Reconciliation and forgiveness became a trending experiment used by the Government of Rwanda and some money-hungry NGOs since the end of the Rwandan Genocide against the Tutsi. Soon, the neediest of the survivors became the mouses in the laboratory of forgiveness and reconciliation processes.
Today, no single month goes by without seeing the survivors being paraded hand in hand with their executioners, chanting forgiveness and reconciliation. Words cannot express a sense of indignation these practices arouse in me. Photos below appeared in the Rwandan government sponsored-newspaper, The New Times, recently.

Survivor Stephanie_ukubereyimfura_holds genocide convict Uzabakiriho’s_hand. Photo/The New Times

Genocide perpetrators_with the genocide survivors holding their_backs_as_they ask for forgiveness in Bugesera. August 21, 2018. Photo: Kelly_Rwampera/The New Times
A couple of questions remains unanswered.
Economically disadvantaged survivors in rural areas are exclusively the only ones participating in this forgiveness-reconciliation drama. Why is that?
Is it even possible to forgive the mass murderers Hutu who committed Genocide against the Tutsis in Rwanda? If so, who is well-suited to forgive?
While the answers to the questions above may vary from a person to another, one thing seems obvious to me.
The only well-suited person to forgive is the victim who was mercilessly killed. Since the victim is no longer in the world of the living then, the chance for the perpetrator to seek forgiveness is futile. Therefore, my question to those survivors who claim to forgive: Who are you to forgive on behalf of the dead? In what capacity?
Going against this basic logic is not only disrespectful to our beloved ones we lost, but it is also a grave insult to them.
Albert.
Categories: GENOCIDE: NOT FORGET, NOT FORGIVE, Opinion
Very beautifully put!thay can’t ask the survivors in a good situation to forgive they just take advantage of the ones in the village whose life is miserable.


=== TRY IT ===
Find each line in the following listing that has the string "metric", then state the count and nothing else.

=== LISTED ENTRIES ===
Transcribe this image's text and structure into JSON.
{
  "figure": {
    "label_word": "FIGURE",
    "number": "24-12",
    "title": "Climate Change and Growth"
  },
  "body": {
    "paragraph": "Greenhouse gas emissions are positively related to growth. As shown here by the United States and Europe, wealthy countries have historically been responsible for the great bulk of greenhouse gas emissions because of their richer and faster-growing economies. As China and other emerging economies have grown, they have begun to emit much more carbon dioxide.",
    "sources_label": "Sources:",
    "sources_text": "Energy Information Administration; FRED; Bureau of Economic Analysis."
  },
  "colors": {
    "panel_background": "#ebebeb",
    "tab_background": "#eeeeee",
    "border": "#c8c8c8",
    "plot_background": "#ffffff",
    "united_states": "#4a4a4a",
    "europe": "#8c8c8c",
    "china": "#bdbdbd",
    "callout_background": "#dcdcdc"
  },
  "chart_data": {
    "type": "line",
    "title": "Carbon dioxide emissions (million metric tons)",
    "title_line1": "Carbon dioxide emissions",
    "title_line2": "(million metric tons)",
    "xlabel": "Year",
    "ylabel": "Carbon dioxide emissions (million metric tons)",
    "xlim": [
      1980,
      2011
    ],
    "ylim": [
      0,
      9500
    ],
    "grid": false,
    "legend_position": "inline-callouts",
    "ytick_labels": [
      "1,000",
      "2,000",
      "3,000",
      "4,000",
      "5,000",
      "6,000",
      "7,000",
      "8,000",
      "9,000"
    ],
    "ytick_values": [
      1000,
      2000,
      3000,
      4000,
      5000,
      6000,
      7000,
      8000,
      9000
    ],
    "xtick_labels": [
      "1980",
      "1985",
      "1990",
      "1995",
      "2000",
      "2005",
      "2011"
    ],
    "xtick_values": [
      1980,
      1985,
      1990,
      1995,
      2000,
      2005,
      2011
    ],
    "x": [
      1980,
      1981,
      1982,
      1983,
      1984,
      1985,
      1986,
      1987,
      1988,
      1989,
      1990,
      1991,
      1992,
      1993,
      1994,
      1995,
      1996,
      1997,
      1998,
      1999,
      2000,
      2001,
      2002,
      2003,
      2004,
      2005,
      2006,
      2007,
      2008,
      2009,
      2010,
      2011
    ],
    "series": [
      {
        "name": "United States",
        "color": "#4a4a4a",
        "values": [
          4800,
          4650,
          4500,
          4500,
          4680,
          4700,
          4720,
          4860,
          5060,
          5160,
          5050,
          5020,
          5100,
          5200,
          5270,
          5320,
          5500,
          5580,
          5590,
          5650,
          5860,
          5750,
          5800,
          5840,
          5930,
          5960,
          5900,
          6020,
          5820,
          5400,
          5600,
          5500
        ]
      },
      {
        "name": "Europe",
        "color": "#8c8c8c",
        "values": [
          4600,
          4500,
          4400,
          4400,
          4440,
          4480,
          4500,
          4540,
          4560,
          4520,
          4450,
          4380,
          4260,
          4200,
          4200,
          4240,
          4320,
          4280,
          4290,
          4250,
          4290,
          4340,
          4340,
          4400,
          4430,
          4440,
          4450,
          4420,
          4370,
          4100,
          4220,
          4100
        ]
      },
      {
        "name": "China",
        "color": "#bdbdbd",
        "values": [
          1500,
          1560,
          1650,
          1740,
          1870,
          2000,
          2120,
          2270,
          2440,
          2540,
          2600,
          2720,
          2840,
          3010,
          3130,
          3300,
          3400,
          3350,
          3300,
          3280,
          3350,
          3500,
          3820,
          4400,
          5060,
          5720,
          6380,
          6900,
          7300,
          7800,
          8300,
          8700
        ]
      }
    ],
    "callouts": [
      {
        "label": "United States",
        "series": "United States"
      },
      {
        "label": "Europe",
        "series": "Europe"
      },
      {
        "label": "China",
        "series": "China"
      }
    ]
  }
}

=== ANSWER TO THE PROBLEM ===
3